Additional Information
BISAC Categories:
- History | Europe - Germany
- Political Science | Public Policy - Social Services & Welfare
- History | Social History
Dewey: 361.609
LCCN: 89016302
Physical Information: 1.13" H x 6.5" W x 9.58" (1.47 lbs) 352 pages
Themes:
- Cultural Region - Germany
 
Descriptions, Reviews, Etc.
Publisher Description:
Patriots and Paupers carefully analyzes a crucial juncture in the history of a great city: Hamburg's passage from the pre-modern into the modern world. Despite the relative wealth of historical literature on Reformation Germany and on Germany after unification, few English-language histories
have addressed the events of the eighteenth and early nineteenth centuries.

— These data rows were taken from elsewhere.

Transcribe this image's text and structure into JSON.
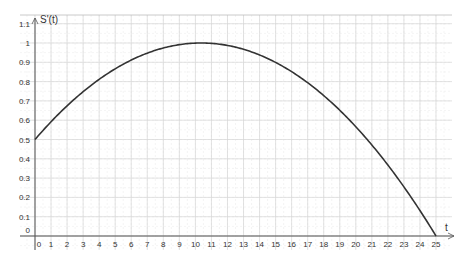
{
  "chart_data": {
    "type": "line",
    "title": "",
    "xlabel": "t",
    "ylabel": "S'(t)",
    "xlim": [
      0,
      25
    ],
    "ylim": [
      0,
      1.1
    ],
    "x_ticks": [
      "0",
      "1",
      "2",
      "3",
      "4",
      "5",
      "6",
      "7",
      "8",
      "9",
      "10",
      "11",
      "12",
      "13",
      "14",
      "15",
      "16",
      "17",
      "18",
      "19",
      "20",
      "21",
      "22",
      "23",
      "24",
      "25"
    ],
    "y_ticks": [
      "0",
      "0.1",
      "0.2",
      "0.3",
      "0.4",
      "0.5",
      "0.6",
      "0.7",
      "0.8",
      "0.9",
      "1",
      "1.1"
    ],
    "grid": true,
    "legend": null,
    "series": [
      {
        "name": "S'(t)",
        "color": "#333333",
        "x": [
          0,
          1,
          2,
          3,
          4,
          5,
          6,
          7,
          8,
          9,
          10,
          11,
          12,
          13,
          14,
          15,
          16,
          17,
          18,
          19,
          20,
          21,
          22,
          23,
          24,
          25
        ],
        "values": [
          0.5,
          0.59,
          0.67,
          0.74,
          0.81,
          0.87,
          0.92,
          0.95,
          0.98,
          0.99,
          1.0,
          1.0,
          0.99,
          0.97,
          0.94,
          0.9,
          0.85,
          0.79,
          0.72,
          0.64,
          0.55,
          0.46,
          0.35,
          0.24,
          0.12,
          0.0
        ]
      }
    ]
  },
  "axes": {
    "x_label": "t",
    "y_label": "S'(t)"
  }
}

Mary Lindemann here details issues associated with poor relief--indigency, mendicancy, public health, labor regulation, social control, and disciplining--then uses these as springboards to broader historical debates. She
draws out the subtle yet decisive political shift from the paternalistic dirigismé of a government of fathers and uncles to the socio-economic laissez-faire of early liberalism, and locates this political metamorphosis firmly within the framework of Hamburg's dynamic economic development and
dramatic demographic growth. She links these political and social changes to the intellectual, cultural, and prosopographical contexts of the German Enlightenment. Far more than a history of poverty and social welfare policies, Patriots and Paupers explores the critical interconnections between
economics, demographics, social change, and government in the closing years of the European Old Regime.